Voter Action On the Job
The court sends the case back to the state, thwarting SOS McPherson, July 18, 2006. California Diebold Suit Remanded Back to State Court
As a first-step to victory in a California voters' lawsuit against Secretary of State Bruce McPherson to block the State's use of Diebold touch-screen electronic voting systems – which have a well-documented history of security, reliability, and verifiability problems – the United States District Court in Oakland today entered an order remanding the voter plaintiffs' lawsuit to the California Superior Court in San Francisco, where it was originally filed on March 21, 2006. The Court's decision in Holder v. McPherson, et al. rejected an effort by California Attorney Bill Lockyer, Secretary of State McPherson's attorney, to transfer the case from state to federal court.
http://www.voteraction.org/States/California/CA_legal.html This decision protects the state's right to protect their elections Had the Secretary of State and Attorney General succeeded, the courts of their own state would have been stripped of their power to decide whether California's constitution and election laws prohibit use of Diebold touch-screen electronic voting machines, which are vulnerable to hacking, losing and switching votes, and are difficult if not impossible to audit," said Lowell Finley, co-counsel for the California voter plaintiffs, co-director of Voter Action, and election law expert.
"The only thing they gained was months of delay, leaving voters and county elections officials uncertain about what voting equipment they will be using in the November elections".
"The California voter plaintiffs have a powerful and well-documented challenge to the Secretary of State's illegal certification of the Diebold touch-screens.The Secretary of State is asleep at the switch, and only the court can prevent a train wreck in the November election," said Lowell Finley.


TASK ITEM: A faithful transcript of every entry is required; pictures do not belong in it.

DATA EXCERPTS:
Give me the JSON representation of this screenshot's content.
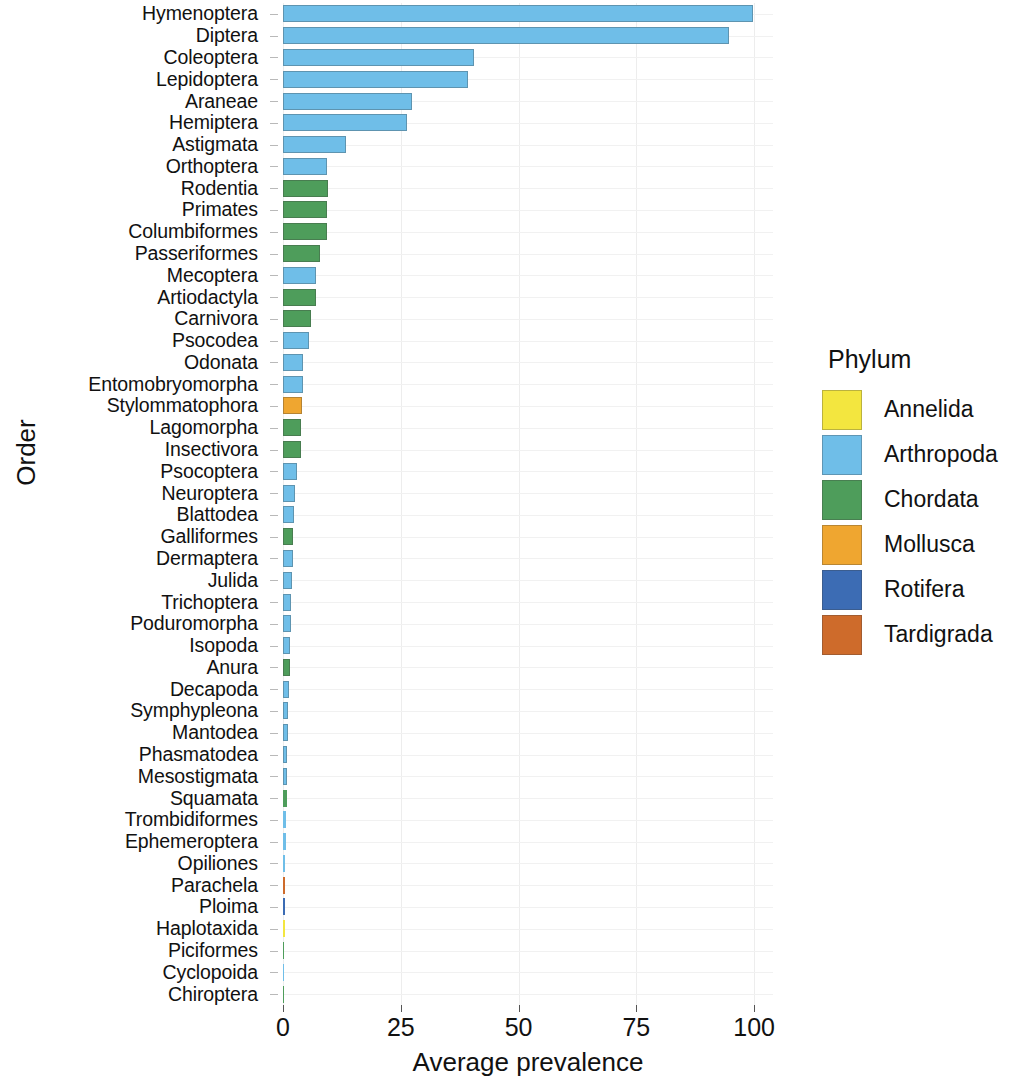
{
  "chart_data": {
    "type": "bar",
    "orientation": "horizontal",
    "title": "",
    "xlabel": "Average prevalence",
    "ylabel": "Order",
    "xlim": [
      0,
      104
    ],
    "xticks": [
      0,
      25,
      50,
      75,
      100
    ],
    "xtick_labels": [
      "0",
      "25",
      "50",
      "75",
      "100"
    ],
    "grid": true,
    "grid_axis": "both",
    "legend": {
      "title": "Phylum",
      "position": "right",
      "entries": [
        {
          "label": "Annelida",
          "color": "#F3E63F"
        },
        {
          "label": "Arthropoda",
          "color": "#6FBEE8"
        },
        {
          "label": "Chordata",
          "color": "#4E9D5B"
        },
        {
          "label": "Mollusca",
          "color": "#EFA630"
        },
        {
          "label": "Rotifera",
          "color": "#3C6CB4"
        },
        {
          "label": "Tardigrada",
          "color": "#CE6B2B"
        }
      ]
    },
    "categories": [
      "Hymenoptera",
      "Diptera",
      "Coleoptera",
      "Lepidoptera",
      "Araneae",
      "Hemiptera",
      "Astigmata",
      "Orthoptera",
      "Rodentia",
      "Primates",
      "Columbiformes",
      "Passeriformes",
      "Mecoptera",
      "Artiodactyla",
      "Carnivora",
      "Psocodea",
      "Odonata",
      "Entomobryomorpha",
      "Stylommatophora",
      "Lagomorpha",
      "Insectivora",
      "Psocoptera",
      "Neuroptera",
      "Blattodea",
      "Galliformes",
      "Dermaptera",
      "Julida",
      "Trichoptera",
      "Poduromorpha",
      "Isopoda",
      "Anura",
      "Decapoda",
      "Symphypleona",
      "Mantodea",
      "Phasmatodea",
      "Mesostigmata",
      "Squamata",
      "Trombidiformes",
      "Ephemeroptera",
      "Opiliones",
      "Parachela",
      "Ploima",
      "Haplotaxida",
      "Piciformes",
      "Cyclopoida",
      "Chiroptera"
    ],
    "values": [
      99.8,
      94.6,
      40.5,
      39.2,
      27.4,
      26.3,
      13.4,
      9.4,
      9.5,
      9.4,
      9.3,
      7.8,
      7.1,
      7.1,
      5.9,
      5.5,
      4.3,
      4.2,
      4.1,
      3.9,
      3.8,
      2.9,
      2.6,
      2.3,
      2.2,
      2.1,
      1.9,
      1.8,
      1.7,
      1.5,
      1.4,
      1.2,
      1.1,
      1.0,
      0.9,
      0.85,
      0.8,
      0.7,
      0.6,
      0.5,
      0.45,
      0.4,
      0.35,
      0.3,
      0.25,
      0.2
    ],
    "phylum": [
      "Arthropoda",
      "Arthropoda",
      "Arthropoda",
      "Arthropoda",
      "Arthropoda",
      "Arthropoda",
      "Arthropoda",
      "Arthropoda",
      "Chordata",
      "Chordata",
      "Chordata",
      "Chordata",
      "Arthropoda",
      "Chordata",
      "Chordata",
      "Arthropoda",
      "Arthropoda",
      "Arthropoda",
      "Mollusca",
      "Chordata",
      "Chordata",
      "Arthropoda",
      "Arthropoda",
      "Arthropoda",
      "Chordata",
      "Arthropoda",
      "Arthropoda",
      "Arthropoda",
      "Arthropoda",
      "Arthropoda",
      "Chordata",
      "Arthropoda",
      "Arthropoda",
      "Arthropoda",
      "Arthropoda",
      "Arthropoda",
      "Chordata",
      "Arthropoda",
      "Arthropoda",
      "Arthropoda",
      "Tardigrada",
      "Rotifera",
      "Annelida",
      "Chordata",
      "Arthropoda",
      "Chordata"
    ]
  }
}
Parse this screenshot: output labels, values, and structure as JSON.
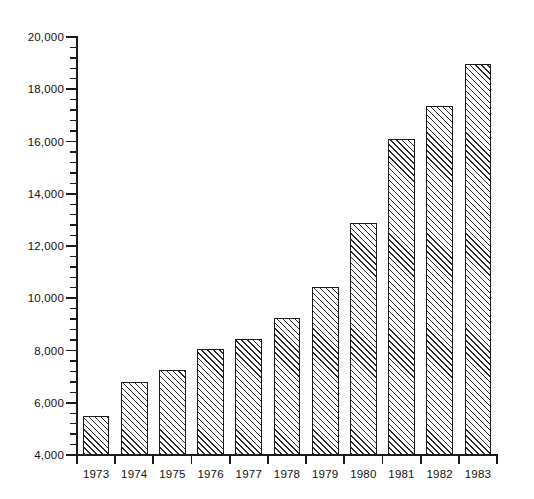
{
  "chart_data": {
    "type": "bar",
    "title": "",
    "subtitle": "",
    "xlabel": "",
    "ylabel": "",
    "categories": [
      "1973",
      "1974",
      "1975",
      "1976",
      "1977",
      "1978",
      "1979",
      "1980",
      "1981",
      "1982",
      "1983"
    ],
    "values": [
      5500,
      6800,
      7250,
      8050,
      8450,
      9250,
      10450,
      12900,
      16100,
      17350,
      18950
    ],
    "series": [
      {
        "name": "",
        "values": [
          5500,
          6800,
          7250,
          8050,
          8450,
          9250,
          10450,
          12900,
          16100,
          17350,
          18950
        ]
      }
    ],
    "ylim": [
      4000,
      20000
    ],
    "y_major_ticks": [
      4000,
      6000,
      8000,
      10000,
      12000,
      14000,
      16000,
      18000,
      20000
    ],
    "y_major_tick_labels": [
      "4,000",
      "6,000",
      "8,000",
      "10,000",
      "12,000",
      "14,000",
      "16,000",
      "18,000",
      "20,000"
    ],
    "y_minor_tick_interval": 400,
    "grid": false,
    "legend": null,
    "legend_position": "none",
    "annotations": [],
    "bar_style": {
      "fill": "diagonal-hatch",
      "fill_color": "#ffffff",
      "hatch_color": "#2b2b2b",
      "edge_color": "#1a1a1a",
      "hatch_direction": "forward-slash"
    },
    "axis_color": "#1a1a1a",
    "background_color": "#ffffff",
    "text_color": "#111111"
  }
}
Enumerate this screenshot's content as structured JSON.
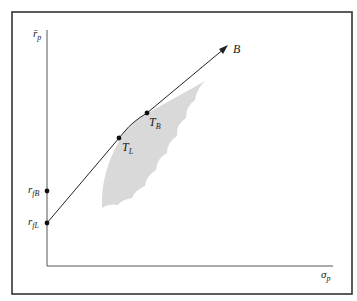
{
  "diagram": {
    "y_axis_label": "r̄",
    "y_axis_subscript": "p",
    "x_axis_label": "σ",
    "x_axis_subscript": "p",
    "points": [
      {
        "id": "rfL",
        "label": "r",
        "sub": "fL"
      },
      {
        "id": "rfB",
        "label": "r",
        "sub": "fB"
      },
      {
        "id": "TL",
        "label": "T",
        "sub": "L"
      },
      {
        "id": "TB",
        "label": "T",
        "sub": "B"
      }
    ],
    "line_end_label": "B",
    "colors": {
      "frame": "#333333",
      "axes": "#555555",
      "region": "#d9d9d9",
      "line": "#222222"
    }
  }
}
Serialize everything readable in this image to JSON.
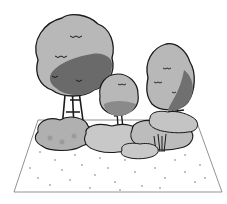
{
  "image": {
    "description": "Grayscale clip-art illustration of trees and shrubs on a rectangular patch of speckled ground",
    "top_text_cropped": "",
    "elements": [
      {
        "type": "tree",
        "name": "large-round-tree",
        "position": "left"
      },
      {
        "type": "tree",
        "name": "small-round-tree",
        "position": "center"
      },
      {
        "type": "tree",
        "name": "tall-tree",
        "position": "right"
      },
      {
        "type": "shrub",
        "name": "shrub-cluster",
        "count": 6
      },
      {
        "type": "ground",
        "name": "speckled-ground-plot"
      }
    ],
    "colors": {
      "outline": "#1a1a1a",
      "light_foliage": "#b8b8b8",
      "mid_foliage": "#9a9a9a",
      "dark_foliage": "#6a6a6a",
      "shrub": "#c4c4c4",
      "ground": "#ffffff"
    }
  }
}
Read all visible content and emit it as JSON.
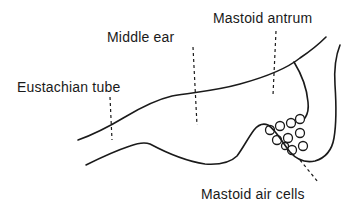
{
  "diagram": {
    "labels": {
      "eustachian_tube": "Eustachian tube",
      "middle_ear": "Middle ear",
      "mastoid_antrum": "Mastoid antrum",
      "mastoid_air_cells": "Mastoid air cells"
    },
    "colors": {
      "ink": "#1a1a1a",
      "background": "#ffffff"
    }
  }
}
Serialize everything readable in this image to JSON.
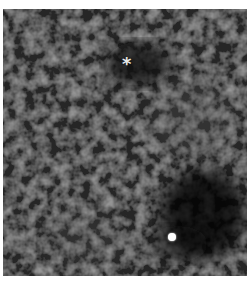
{
  "image": {
    "description": "Grayscale microscopy-style textured image with annotation markers",
    "background_color": "#2a2a2a"
  },
  "markers": {
    "asterisk": {
      "symbol": "*",
      "color": "#e8e8e8"
    },
    "dot": {
      "color": "#ffffff"
    }
  },
  "caption": {
    "text": ""
  }
}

ANSWER SPACE:
Give me the JSON representation of this screenshot's content.
{
  "chart_data": {
    "type": "bar",
    "orientation": "horizontal",
    "title": "",
    "xlabel": "Average prevalence",
    "ylabel": "Order",
    "xlim": [
      0,
      104
    ],
    "xticks": [
      0,
      25,
      50,
      75,
      100
    ],
    "xtick_labels": [
      "0",
      "25",
      "50",
      "75",
      "100"
    ],
    "grid": true,
    "grid_axis": "both",
    "legend": {
      "title": "Phylum",
      "position": "right",
      "entries": [
        {
          "label": "Annelida",
          "color": "#F3E63F"
        },
        {
          "label": "Arthropoda",
          "color": "#6FBEE8"
        },
        {
          "label": "Chordata",
          "color": "#4E9D5B"
        },
        {
          "label": "Mollusca",
          "color": "#EFA630"
        },
        {
          "label": "Rotifera",
          "color": "#3C6CB4"
        },
        {
          "label": "Tardigrada",
          "color": "#CE6B2B"
        }
      ]
    },
    "categories": [
      "Hymenoptera",
      "Diptera",
      "Coleoptera",
      "Lepidoptera",
      "Araneae",
      "Hemiptera",
      "Astigmata",
      "Orthoptera",
      "Rodentia",
      "Primates",
      "Columbiformes",
      "Passeriformes",
      "Mecoptera",
      "Artiodactyla",
      "Carnivora",
      "Psocodea",
      "Odonata",
      "Entomobryomorpha",
      "Stylommatophora",
      "Lagomorpha",
      "Insectivora",
      "Psocoptera",
      "Neuroptera",
      "Blattodea",
      "Galliformes",
      "Dermaptera",
      "Julida",
      "Trichoptera",
      "Poduromorpha",
      "Isopoda",
      "Anura",
      "Decapoda",
      "Symphypleona",
      "Mantodea",
      "Phasmatodea",
      "Mesostigmata",
      "Squamata",
      "Trombidiformes",
      "Ephemeroptera",
      "Opiliones",
      "Parachela",
      "Ploima",
      "Haplotaxida",
      "Piciformes",
      "Cyclopoida",
      "Chiroptera"
    ],
    "values": [
      99.8,
      94.6,
      40.5,
      39.2,
      27.4,
      26.3,
      13.4,
      9.4,
      9.5,
      9.4,
      9.3,
      7.8,
      7.1,
      7.1,
      5.9,
      5.5,
      4.3,
      4.2,
      4.1,
      3.9,
      3.8,
      2.9,
      2.6,
      2.3,
      2.2,
      2.1,
      1.9,
      1.8,
      1.7,
      1.5,
      1.4,
      1.2,
      1.1,
      1.0,
      0.9,
      0.85,
      0.8,
      0.7,
      0.6,
      0.5,
      0.45,
      0.4,
      0.35,
      0.3,
      0.25,
      0.2
    ],
    "phylum": [
      "Arthropoda",
      "Arthropoda",
      "Arthropoda",
      "Arthropoda",
      "Arthropoda",
      "Arthropoda",
      "Arthropoda",
      "Arthropoda",
      "Chordata",
      "Chordata",
      "Chordata",
      "Chordata",
      "Arthropoda",
      "Chordata",
      "Chordata",
      "Arthropoda",
      "Arthropoda",
      "Arthropoda",
      "Mollusca",
      "Chordata",
      "Chordata",
      "Arthropoda",
      "Arthropoda",
      "Arthropoda",
      "Chordata",
      "Arthropoda",
      "Arthropoda",
      "Arthropoda",
      "Arthropoda",
      "Arthropoda",
      "Chordata",
      "Arthropoda",
      "Arthropoda",
      "Arthropoda",
      "Arthropoda",
      "Arthropoda",
      "Chordata",
      "Arthropoda",
      "Arthropoda",
      "Arthropoda",
      "Tardigrada",
      "Rotifera",
      "Annelida",
      "Chordata",
      "Arthropoda",
      "Chordata"
    ]
  }
}
Parse this screenshot: output labels, values, and structure as JSON.
{
  "chart_data": {
    "type": "bar",
    "title": "",
    "subtitle": "",
    "xlabel": "",
    "ylabel": "",
    "categories": [
      "1973",
      "1974",
      "1975",
      "1976",
      "1977",
      "1978",
      "1979",
      "1980",
      "1981",
      "1982",
      "1983"
    ],
    "values": [
      5500,
      6800,
      7250,
      8050,
      8450,
      9250,
      10450,
      12900,
      16100,
      17350,
      18950
    ],
    "series": [
      {
        "name": "",
        "values": [
          5500,
          6800,
          7250,
          8050,
          8450,
          9250,
          10450,
          12900,
          16100,
          17350,
          18950
        ]
      }
    ],
    "ylim": [
      4000,
      20000
    ],
    "y_major_ticks": [
      4000,
      6000,
      8000,
      10000,
      12000,
      14000,
      16000,
      18000,
      20000
    ],
    "y_major_tick_labels": [
      "4,000",
      "6,000",
      "8,000",
      "10,000",
      "12,000",
      "14,000",
      "16,000",
      "18,000",
      "20,000"
    ],
    "y_minor_tick_interval": 400,
    "grid": false,
    "legend": null,
    "legend_position": "none",
    "annotations": [],
    "bar_style": {
      "fill": "diagonal-hatch",
      "fill_color": "#ffffff",
      "hatch_color": "#2b2b2b",
      "edge_color": "#1a1a1a",
      "hatch_direction": "forward-slash"
    },
    "axis_color": "#1a1a1a",
    "background_color": "#ffffff",
    "text_color": "#111111"
  }
}
Enumerate this screenshot's content as structured JSON.
{
  "diagram": {
    "y_axis_label": "r̄",
    "y_axis_subscript": "p",
    "x_axis_label": "σ",
    "x_axis_subscript": "p",
    "points": [
      {
        "id": "rfL",
        "label": "r",
        "sub": "fL"
      },
      {
        "id": "rfB",
        "label": "r",
        "sub": "fB"
      },
      {
        "id": "TL",
        "label": "T",
        "sub": "L"
      },
      {
        "id": "TB",
        "label": "T",
        "sub": "B"
      }
    ],
    "line_end_label": "B",
    "colors": {
      "frame": "#333333",
      "axes": "#555555",
      "region": "#d9d9d9",
      "line": "#222222"
    }
  }
}
Serialize everything readable in this image to JSON.
{
  "image": {
    "description": "Grayscale clip-art illustration of trees and shrubs on a rectangular patch of speckled ground",
    "top_text_cropped": "",
    "elements": [
      {
        "type": "tree",
        "name": "large-round-tree",
        "position": "left"
      },
      {
        "type": "tree",
        "name": "small-round-tree",
        "position": "center"
      },
      {
        "type": "tree",
        "name": "tall-tree",
        "position": "right"
      },
      {
        "type": "shrub",
        "name": "shrub-cluster",
        "count": 6
      },
      {
        "type": "ground",
        "name": "speckled-ground-plot"
      }
    ],
    "colors": {
      "outline": "#1a1a1a",
      "light_foliage": "#b8b8b8",
      "mid_foliage": "#9a9a9a",
      "dark_foliage": "#6a6a6a",
      "shrub": "#c4c4c4",
      "ground": "#ffffff"
    }
  }
}
Read all visible content and emit it as JSON.
{
  "diagram": {
    "labels": {
      "eustachian_tube": "Eustachian tube",
      "middle_ear": "Middle ear",
      "mastoid_antrum": "Mastoid antrum",
      "mastoid_air_cells": "Mastoid air cells"
    },
    "colors": {
      "ink": "#1a1a1a",
      "background": "#ffffff"
    }
  }
}
Serialize everything readable in this image to JSON.
{
  "image": {
    "description": "Grayscale microscopy-style textured image with annotation markers",
    "background_color": "#2a2a2a"
  },
  "markers": {
    "asterisk": {
      "symbol": "*",
      "color": "#e8e8e8"
    },
    "dot": {
      "color": "#ffffff"
    }
  },
  "caption": {
    "text": ""
  }
}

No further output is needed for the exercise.